Q: Impediments to small business; payments of Provisional Tax
PM; Well, Paul, on the last element of the question first, I wouldn't wat to
commit the Government to an inquiry on the matter but I am quite happy to
look at the issue. We have asked the industry Commission, under a number
of references, to look at impediments to certain sectors of activity in the
economy, and if you think that something caii be & ained by an examination
of impediments to small business employ mcnt activity then we can certainly
consider looking at that, how best it ought to he looked and who by is
another issue, but we have the Industry Commission for such kinds of
references and it might he that it is something wc can think about. Anyway
I am certainly prepared to talk to you about it, and to David of course.

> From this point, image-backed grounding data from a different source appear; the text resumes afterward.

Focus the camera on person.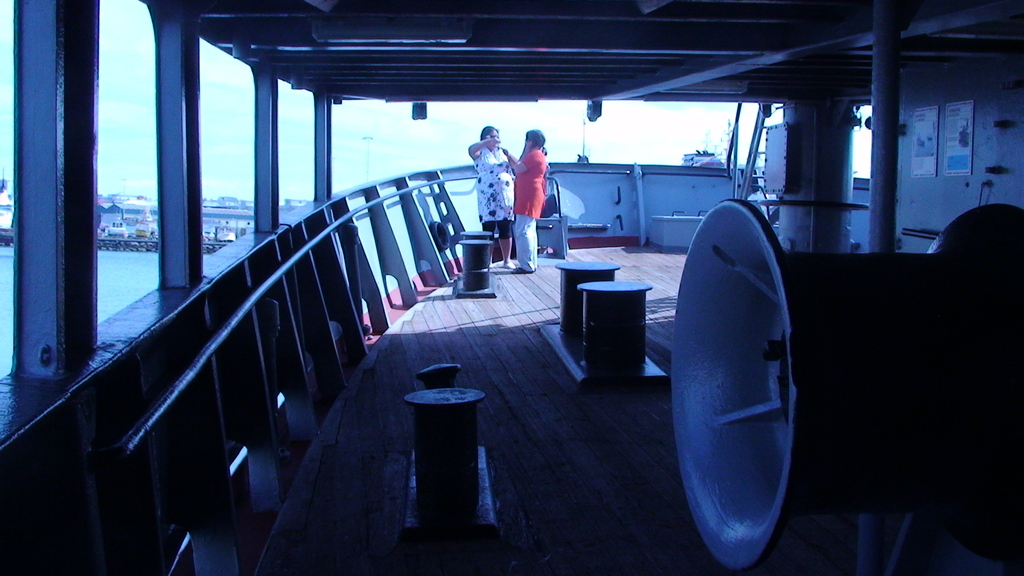
Focus region: 467:125:518:266.
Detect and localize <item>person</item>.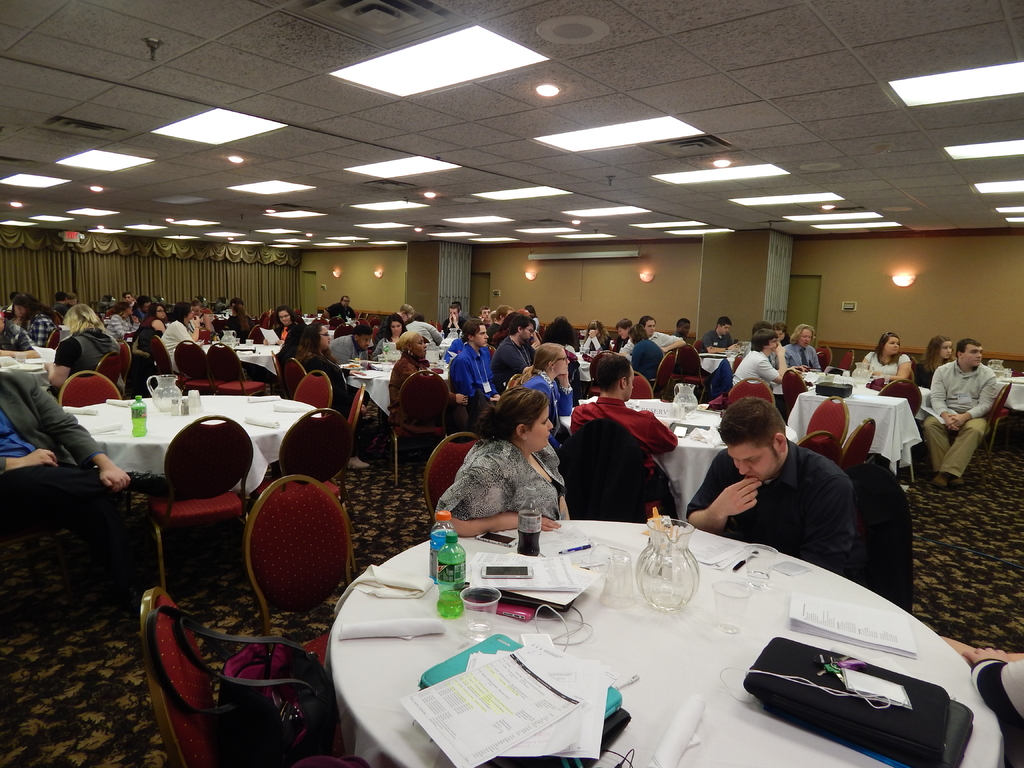
Localized at bbox(374, 310, 404, 355).
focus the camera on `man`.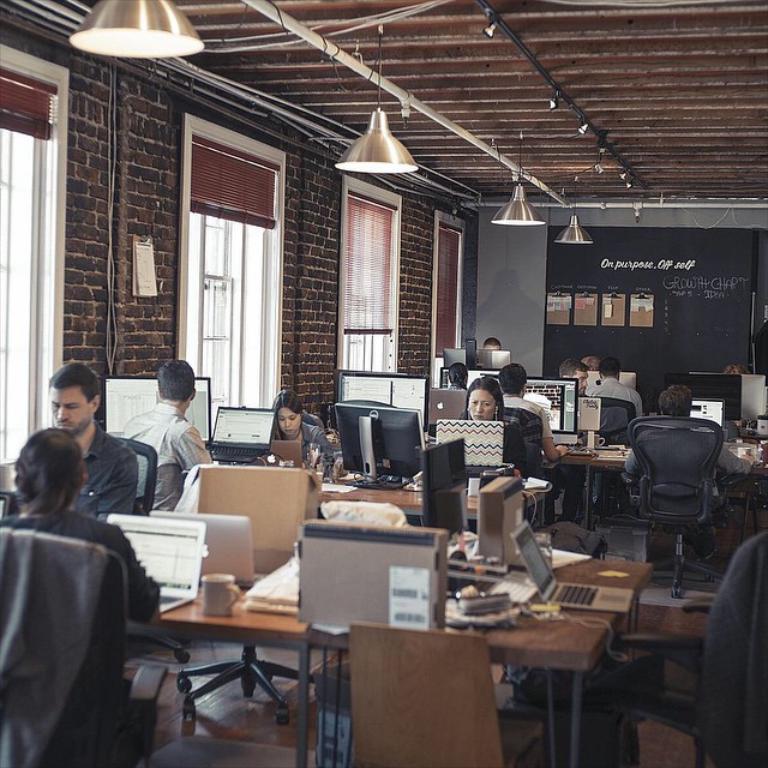
Focus region: box=[48, 361, 142, 521].
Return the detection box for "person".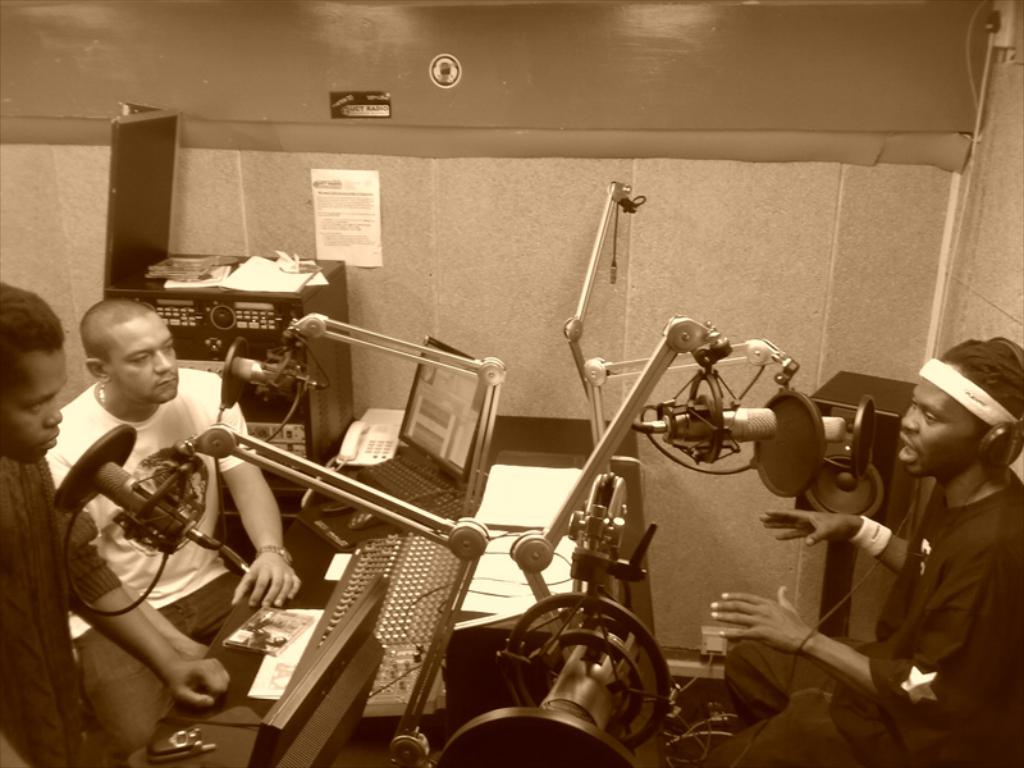
47, 298, 303, 748.
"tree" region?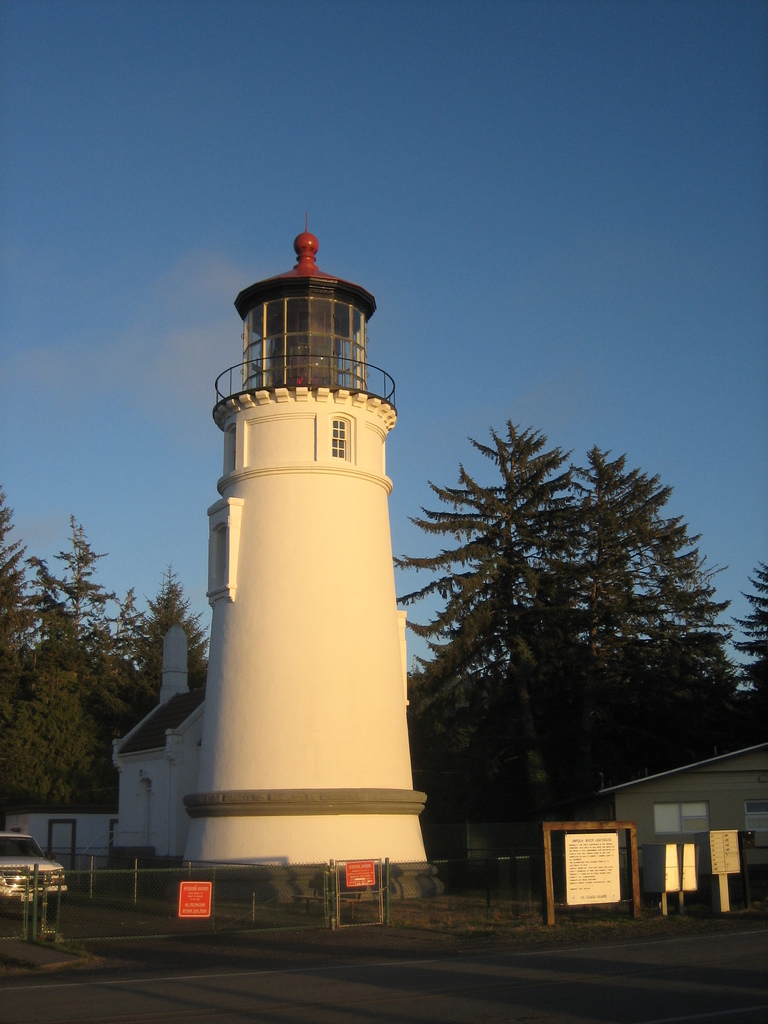
656/559/767/769
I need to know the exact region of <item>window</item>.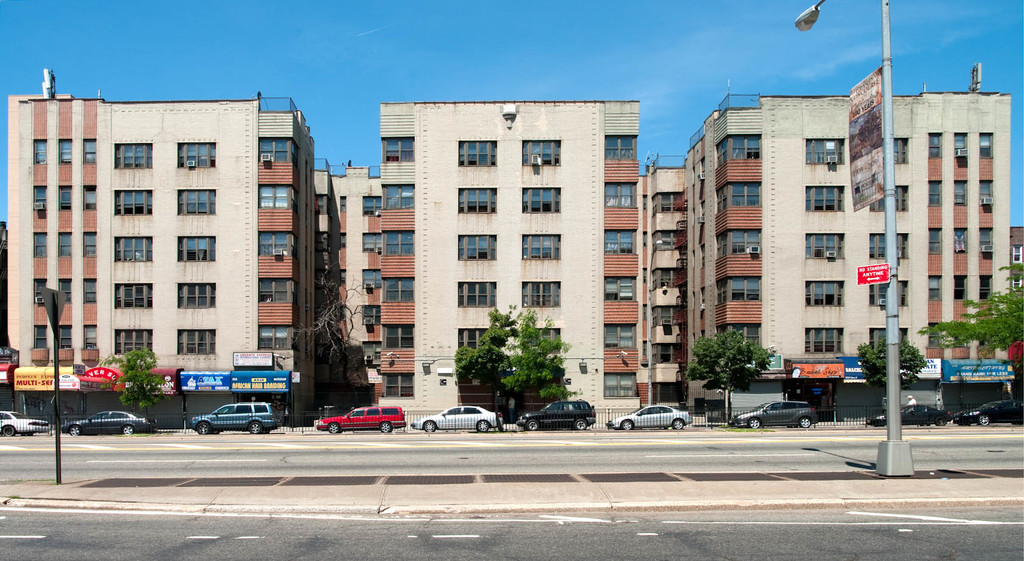
Region: 384:375:414:395.
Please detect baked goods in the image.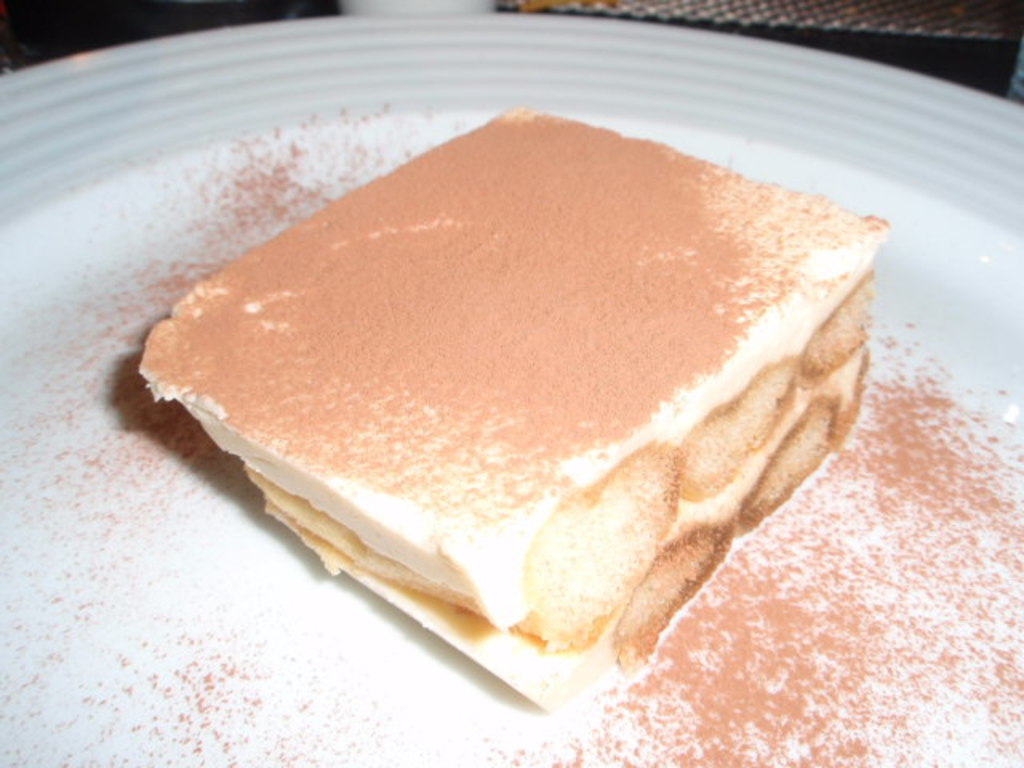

On the other question, look, this is a vexed question, I don't know whether I
can be profouind about it, Paul, that is in relation to provisional tax payers
and comnpanies, there is always this question about incorporation and the
costs and benefits, there were always substantial costs for being
incorprated until we introduced dividend imputation, because if you were a
single tax payer you were taxed once, if you were a single enterprise you
were taxed once, if you were a partnership you were taxed once, if you were
a trust you were taxed once, but if you were a company you taxed twice, and
I never saw the sense of that and we took that away in 1986, so that now
whenever cornp any tax is paid there is virtually a tax credit there against
personal tax. so, trying to get an equation between the tax treatment of
those incorporated and those not has always been difficult to do, you have
got two yard sticks in this, the individuals pay PAYE as you earn taxation,
whethcr they earn their income, those who are provisionally taxed enjoy at
least some concessions against the~ PAYE tax-. payer, whereas the company
pays later and enjoys, in your terms,' a $ r eater concession against those who
are uncorporated Again, thcse are timing in revenue questions involved,
we can always make this position more concessionary, I don't think I can be
any more enlightening for you then I was with the previous question, I just
don't know to what extent we are able to change the tax timing of
provisional tax payments so as to produce a ef-oser relativity to those who
ae incoprated on the tax payments treatment, those who are incorporated,
David menioned to me about these closed corp oration issue, which may
provide some opportunity, that is a structure which provides some
opportunity for a better equation, between those categories of individuals
and companies, I am not sure about that because I don't know enough about
it. But I am happy to look at that for David.